The superintendent calls dispatch. Dispatch calls the driver. The driver calls the plant. The foreman texts an update. Everyone is trying to do the right thing, but they are working from stale information.

This is why real-time visibility matters. Pit & Quarry covered a California producer managing a 60-truck fleet and noted that dispatch calls once took up to four hours a night. The article also described how a dispatch and telematics setup gave the company real-time cost visibility and helped reduce manual ticket entry and billing errors.

The lesson is simple: when the field and office can see the same picture, they can make better calls faster.

Ticket Times and Location Data Tell the Truth

Most hauling problems leave clues.

Pickup time, drop-off time, ticket timestamp, truck location, route history, idle time, and load count all help show what actually happened. Without that data, teams are left guessing.

A job may look short on trucks, when the real issue is slow loading. A quarry may look fine in the morning, then fall behind after lunch. A driver may look less productive, when the real issue is a bad dump pattern or repeated waiting at the scale.

E-ticketing helps here because ticket data can move through the chain faster. Pit & Quarry reported that e-ticketing platforms can give the plant, driver, crew, and customer the same ticket data at the same time, while reducing the need to collect, track, and sort paper tickets.

That is not just a back-office win. It helps operations. Better ticket data gives teams cleaner timestamps, fewer missing records, and a stronger view of load flow.

TruckIT’s platform is built around this kind of visibility. Its product materials describe real-time truck locations, ETA data, pickup and drop-off times, routes, turn-times, loads, tons, site efficiency, idle-time alerts, slow-trip alerts, geofencing, e-ticketing, dispatching, project monitoring, and load cycle analysis. TruckIT also lists automated dispatching, GPS truck tracking, project monitoring, material pacing, verified delivery, digital ticketing, reporting, and actionable insights as part of its core solution.
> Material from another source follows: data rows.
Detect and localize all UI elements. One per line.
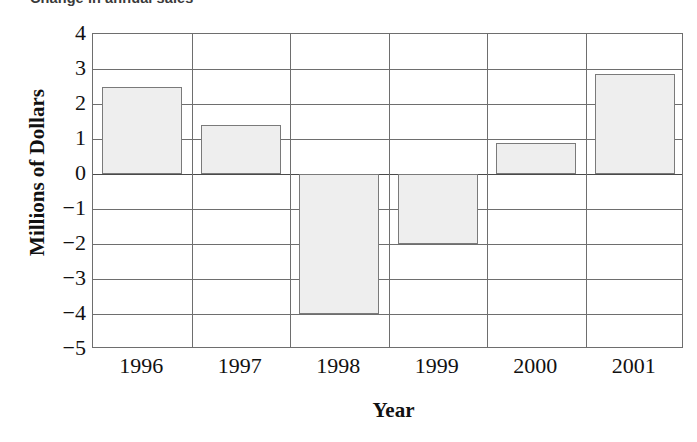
x-axis-title-text: Year <box>373 398 415 422</box>
gridline-horizontal <box>93 209 682 210</box>
chart-title: Change in annual sales <box>30 0 193 6</box>
plot-area <box>92 33 683 348</box>
gridline-vertical <box>487 34 488 347</box>
y-axis-tick-labels: 43210−1−2−3−4−5 <box>34 33 86 348</box>
bar-1997 <box>201 125 281 174</box>
gridline-vertical <box>586 34 587 347</box>
x-tick-label-1996: 1996 <box>92 355 191 377</box>
x-tick-label-2001: 2001 <box>585 355 684 377</box>
bar-1999 <box>398 174 478 244</box>
y-tick-label: 3 <box>40 57 86 79</box>
bar-2001 <box>595 74 675 174</box>
gridline-vertical <box>192 34 193 347</box>
gridline-vertical <box>389 34 390 347</box>
gridline-horizontal <box>93 279 682 280</box>
y-tick-label: 0 <box>40 162 86 184</box>
gridline-vertical <box>290 34 291 347</box>
y-tick-label: 4 <box>40 22 86 44</box>
y-tick-label: −2 <box>40 232 86 254</box>
y-tick-label: −1 <box>40 197 86 219</box>
x-axis-title: Year <box>0 398 697 423</box>
y-tick-label: 2 <box>40 92 86 114</box>
x-axis-tick-labels: 199619971998199920002001 <box>92 355 683 387</box>
gridline-horizontal <box>93 244 682 245</box>
bar-chart: Change in annual sales Millions of Dolla… <box>0 0 697 442</box>
x-tick-label-2000: 2000 <box>486 355 585 377</box>
bar-2000 <box>496 143 576 175</box>
bar-1996 <box>102 87 182 175</box>
gridline-horizontal <box>93 314 682 315</box>
y-tick-label: −4 <box>40 302 86 324</box>
gridline-horizontal <box>93 69 682 70</box>
bar-1998 <box>299 174 379 314</box>
x-tick-label-1999: 1999 <box>388 355 487 377</box>
x-tick-label-1998: 1998 <box>289 355 388 377</box>
y-tick-label: −5 <box>40 337 86 359</box>
x-tick-label-1997: 1997 <box>191 355 290 377</box>
y-tick-label: −3 <box>40 267 86 289</box>
y-tick-label: 1 <box>40 127 86 149</box>
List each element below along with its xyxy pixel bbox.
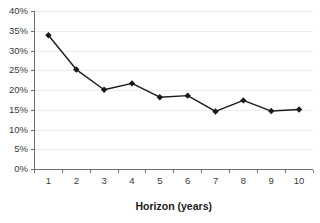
- data-point-marker: [129, 80, 135, 86]
- y-tick-label: 10%: [9, 124, 29, 135]
- data-point-marker: [212, 108, 218, 114]
- x-tick-label: 9: [269, 175, 274, 186]
- y-tick-label: 5%: [14, 143, 28, 154]
- x-tick-label: 8: [241, 175, 246, 186]
- y-tickmarks: [31, 12, 35, 170]
- chart-container: 0%5%10%15%20%25%30%35%40% 12345678910 Ho…: [0, 0, 320, 223]
- data-point-marker: [184, 92, 190, 98]
- data-point-marker: [296, 106, 302, 112]
- gridlines-group: [35, 12, 314, 170]
- x-tick-label: 10: [294, 175, 305, 186]
- y-tick-label: 15%: [9, 104, 29, 115]
- y-tick-label: 35%: [9, 25, 29, 36]
- series-markers: [45, 32, 302, 115]
- x-tick-label: 6: [185, 175, 190, 186]
- x-tick-label: 1: [46, 175, 51, 186]
- data-point-marker: [157, 94, 163, 100]
- x-axis-title: Horizon (years): [136, 200, 212, 212]
- series-line: [48, 35, 299, 111]
- x-tick-label: 2: [74, 175, 79, 186]
- y-tick-labels: 0%5%10%15%20%25%30%35%40%: [9, 5, 29, 174]
- x-tick-labels: 12345678910: [46, 175, 305, 186]
- y-axis-group: 0%5%10%15%20%25%30%35%40%: [9, 5, 35, 174]
- data-point-marker: [268, 108, 274, 114]
- x-tick-label: 3: [101, 175, 106, 186]
- x-tick-label: 5: [157, 175, 162, 186]
- y-tick-label: 25%: [9, 64, 29, 75]
- y-tick-label: 40%: [9, 5, 29, 16]
- x-tickmarks: [35, 170, 314, 174]
- data-series-group: [45, 32, 302, 115]
- x-tick-label: 7: [213, 175, 218, 186]
- y-tick-label: 30%: [9, 45, 29, 56]
- x-tick-label: 4: [129, 175, 134, 186]
- y-tick-label: 20%: [9, 84, 29, 95]
- data-point-marker: [240, 97, 246, 103]
- line-chart: 0%5%10%15%20%25%30%35%40% 12345678910 Ho…: [0, 0, 320, 223]
- y-tick-label: 0%: [14, 163, 28, 174]
- x-axis-group: 12345678910: [35, 170, 314, 186]
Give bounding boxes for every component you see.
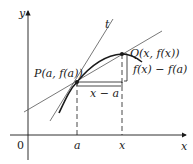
point-q — [120, 52, 124, 56]
point-p — [75, 80, 79, 84]
horizontal-difference-label: x − a — [90, 87, 119, 100]
vertical-difference-label: f(x) − f(a) — [132, 63, 187, 76]
point-q-label: Q(x, f(x)) — [130, 47, 180, 60]
tangent-label: t — [105, 18, 110, 31]
origin-label: 0 — [17, 139, 24, 152]
horizontal-bracket — [77, 82, 122, 86]
vertical-bracket — [124, 54, 127, 81]
point-p-label: P(a, f(a)) — [33, 67, 83, 80]
tick-label-x: x — [119, 139, 126, 152]
diagram-canvas: y x 0 a x t P(a, f(a)) Q(x, f(x)) f(x) −… — [0, 0, 193, 164]
function-curve — [59, 54, 142, 113]
tick-label-a: a — [74, 139, 81, 152]
x-axis-label: x — [181, 140, 188, 153]
y-axis-label: y — [18, 7, 26, 20]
That is the kind of information dispatchers and project teams need while the job is still running, not three days later when someone is trying to explain a missed target.

The Real Cost Is Missed Production

Truck wait time is not just a fuel issue. It is not just a driver issue. It is a production issue.

Long waits can mean fewer loads per shift, poor truck use, higher hourly costs, missed plant or paving targets, frustrated crews, billing disputes, and more pressure on dispatch. On tight-margin work, that adds up fast.

The companies that get ahead of this problem do not just buy more trucks or push drivers harder. They look at the cycle. They watch the load flow. They measure wait time at the plant, quarry, scale, haul route, and dump zone. Then they adjust.

Sometimes the fix is better staggering. Sometimes it is fewer trucks. Sometimes it is a cleaner dump pattern, better field instructions, a different start time, or faster ticket handling.

The point is not to flood the team with reports. The point is to give good people better information so they can keep the job moving.

Conclusion

Truck wait time is easy to overlook because it feels normal. A few trucks in line. A slow ticket. A driver waiting on instructions. A dump zone that gets backed up for half an hour.

However, these small delays compound across trucks, shifts, and projects.

Heavy civil construction runs on movement. The contractors, haulers, brokers, and material producers who track cycle times, minimize idling, and act on real-time data squeeze more production from the trucks they already have, keeping projects on time and on budget.